Not too long ago, a dozen years or so, the talk was that Ralph Fiennes just might be the best actor of his generation, gliding effortlessly from stage to screen, embodying fully and frighteningly characters ranging from the horrid Nazi commandant in Schindler's List to the debased American intellectual in Quiz Show. But the biz is fickle and, since then, that talk has diminished, even if his talents have not. These days, the putative best actor of his generation is left, along with half the British thespian community, to vie for the crown of best actor in the Harry Potter saga. Things change.
And so has Fiennes. Pushing 50 now, clad in black shirt and blue jeans, sporting a full beard with long thinning hair combed straight back, he appears to have lost a fair chunk of his matinee-idol looks, perhaps to encroaching age or maybe just to his latest role – as Prospero in a production of The Tempest on London's West End. "I had a dispensation of two nights off," he says, "But I have to be back at work tomorrow." The dispensation has brought him to Toronto (we are speaking last fall during the Toronto International Film Festival) to promote another change in his status: his debut as a film director. Yes, like many before him, the Oliviers and Branaghs and Eastwoods and Redfords, he's finally jumped behind the camera, while still starring in front of it.

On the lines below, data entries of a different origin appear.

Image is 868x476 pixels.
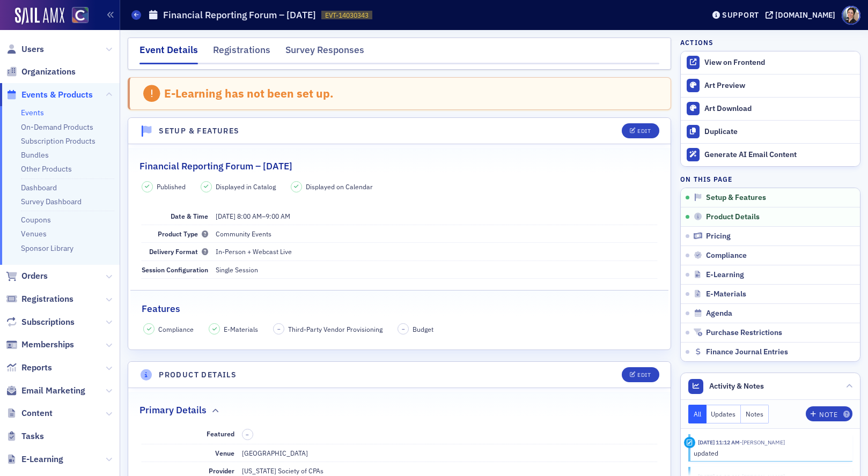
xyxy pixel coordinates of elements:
div: View on Frontend [704,58,854,68]
a: Tasks [6,430,44,442]
span: Events & Products [22,89,93,101]
a: Orders [6,270,47,282]
span: Pricing [706,232,730,241]
span: [GEOGRAPHIC_DATA] [242,448,308,457]
div: Event Details [139,43,198,64]
a: Bundles [21,150,49,160]
button: All [688,405,706,423]
a: Content [6,408,53,419]
a: Subscriptions [6,316,74,328]
time: 9:00 AM [266,212,290,220]
span: Published [157,182,186,191]
a: Users [6,43,44,55]
span: Subscriptions [22,316,74,328]
button: Edit [622,367,659,382]
span: Email Marketing [22,385,85,397]
span: Organizations [22,66,76,77]
span: Content [22,408,53,419]
span: Third-Party Vendor Provisioning [288,324,383,334]
a: Events & Products [6,89,93,101]
a: Registrations [6,293,73,305]
span: Registrations [22,293,73,305]
span: Agenda [706,309,732,318]
h2: Primary Details [139,403,207,417]
span: Community Events [216,229,272,238]
span: – [278,325,281,333]
div: Survey Responses [285,43,364,62]
button: Notes [741,405,769,423]
span: [US_STATE] Society of CPAs [242,466,323,475]
span: Profile [842,6,860,25]
h2: Financial Reporting Forum – [DATE] [139,159,293,173]
a: Coupons [21,215,51,224]
span: EVT-14030343 [325,11,368,20]
div: [DOMAIN_NAME] [775,10,835,20]
div: Generate AI Email Content [704,150,854,160]
span: Venue [215,448,234,457]
a: View Homepage [64,7,88,25]
time: 8:00 AM [237,212,262,220]
a: Memberships [6,339,74,351]
img: SailAMX [72,7,88,23]
span: Product Type [158,229,208,238]
h4: On this page [680,174,860,184]
img: SailAMX [15,8,64,25]
span: Date & Time [171,212,208,220]
span: Memberships [22,339,74,351]
span: Reports [22,362,52,373]
a: Organizations [6,66,76,77]
span: – [216,212,290,220]
span: E-Learning [706,270,744,280]
span: Compliance [158,324,193,334]
span: E-Materials [223,324,258,334]
a: Survey Dashboard [21,197,82,206]
span: E-Materials [706,289,746,299]
a: Dashboard [21,182,57,193]
span: Setup & Features [706,193,766,203]
a: Events [21,107,44,118]
span: Provider [208,466,234,475]
h4: Actions [680,38,714,47]
a: Sponsor Library [21,243,73,253]
a: Art Preview [681,74,860,97]
h4: Setup & Features [159,125,240,137]
span: – [402,325,405,333]
span: Orders [22,270,47,282]
a: View on Frontend [681,52,860,74]
span: Pamela Galey-Coleman [739,438,785,446]
h1: Financial Reporting Forum – [DATE] [163,8,316,22]
span: Displayed on Calendar [306,182,373,191]
time: 9/19/2025 11:12 AM [698,438,739,446]
h2: Features [142,302,180,316]
div: Update [684,437,695,448]
div: Art Download [704,104,854,113]
span: [DATE] [216,212,235,220]
span: Displayed in Catalog [216,182,276,191]
a: Email Marketing [6,385,85,397]
span: Tasks [22,430,44,442]
button: Generate AI Email Content [681,143,860,166]
span: – [246,431,249,438]
a: E-Learning [6,453,63,465]
span: Users [22,43,44,55]
button: Edit [622,123,659,138]
div: Edit [637,128,651,134]
div: Edit [637,372,651,378]
a: Art Download [681,97,860,120]
span: Featured [207,429,234,438]
a: Venues [21,229,47,238]
span: Session Configuration [142,265,208,274]
span: Single Session [216,265,258,274]
span: Budget [413,324,434,334]
span: In-Person + Webcast Live [216,247,292,256]
button: Duplicate [681,120,860,143]
div: Support [722,10,759,20]
a: Reports [6,362,52,373]
button: [DOMAIN_NAME] [765,11,839,19]
div: Registrations [213,43,270,62]
div: Art Preview [704,81,854,91]
button: Updates [706,405,741,423]
a: Subscription Products [21,136,96,146]
div: updated [694,448,845,458]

His choice of material is both surprising and not. It's Shakespeare inevitably, but Coriolanus is hardly the most celebrated part of the canon. Not that the play lacks fans. T.S. Eliot preferred it to Hamlet, and Cole Porter clearly enjoyed its rhyming potential ( "If she says your behaviour is heinous/ Kick her right in the Coriolanus"). Fiennes, naturally, had loftier motives for the choice: "In the popular Shakespeares like Hamlet or Romeo and Juliet or Midsummer Night's Dream, we know where to put our sympathies, but here we don't. Quite deliberately, we're not meant to know who to be rooting for, and I love that. I find it dramatically thrilling that there's this complicated figure who doesn't let us in."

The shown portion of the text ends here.